I'd say this proposal is about 10 times too short to be useful, and by the time it's long enough to be useful, it'll be clear that almost nobody will want to learn how to take the already sloppy Javascript equality situation and then learn how to lay down a pattern matching language on top of that.
By contrast, since Erlang was built on pattern matching from day one, = and == have almost no such questions about them. It is very clear what they do. I did have to check what 1 == 1.0 was, even after years of use of Erlang, since I never used floating points in Erlang to speak of. (It is true, which technically I find a bit weird. I'm not sure there's another example of values of different types that can be equal. Note "" == [] because double-quotes are defined as producing lists and strings aren't actually a type, so that's not an exception.)
I believe Erlang inherited its pattern matching from Prolog term unification since Erlang was prototyped as a DSL using Prolog's op built-in predicate (plus other Prolog parsing DSLs such as definite clause grammars).

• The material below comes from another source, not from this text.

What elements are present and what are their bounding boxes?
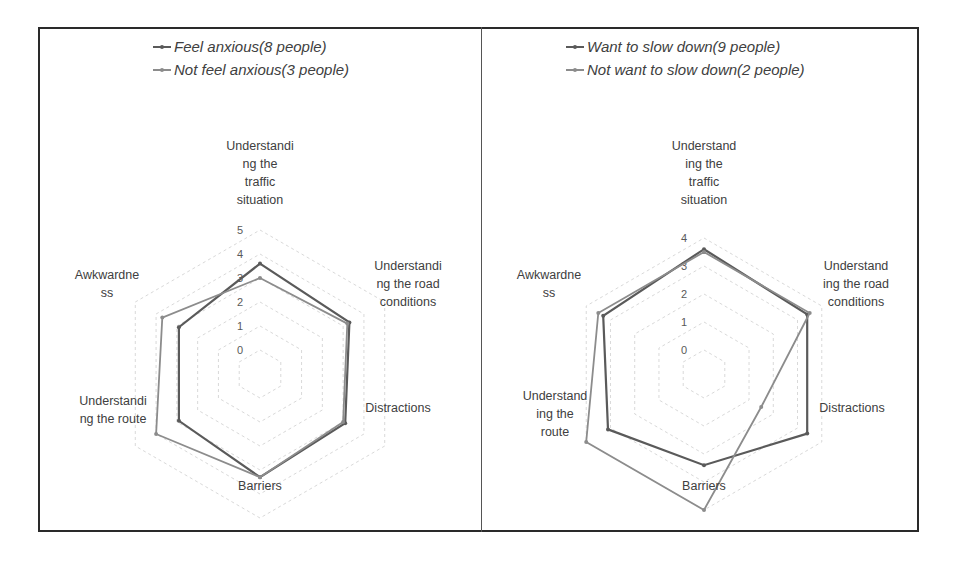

That is why I think we need some way to identify pattern matching + exhaustiveness checking, vs non-exhaustive switching matching is really more like "destructuring with syntactic sugar".
Exhaustiveness checking is what elevates pattern matching to the other side of the expression problem, which is about getting feedback from the compiler to help you write programs.
Hopefully this could be integrated with typescript as well, but this proposal would be great in certain cases to replace JS switch statements while also cleaning up the look of "case:" "break;" with something more elegant
What I've seen doing fairly fast and loose prototyping and product iteration in Elixir over the last 2 years, is that patten matching can help create better boundaries and data guarantees within a codebase. A bug might still cause a runtime exception, but investigating and fixing the bug can be wayyyyy less painful than in JS, Ruby and friends when a nill/null/undefined/some-other-garbage can be passed very far through the stack before it eventually causes an issue.
Having a pattern match in the code, even a weak, non-typed pattern match on literals or basic data types, can act as an assertion in your code. "This is what the data needs to look like here if anything after is going to work". I think there is a probably an antipattern in taking this too far, coupling all sorts of your codebase to lower-level data structures There are better controls and safety mechanisms that can be implemented, but it can help a lot when there are specific parts of a codebase that are hotspots for issues, or where you're just trying to isolate where a data inconsistency is originating.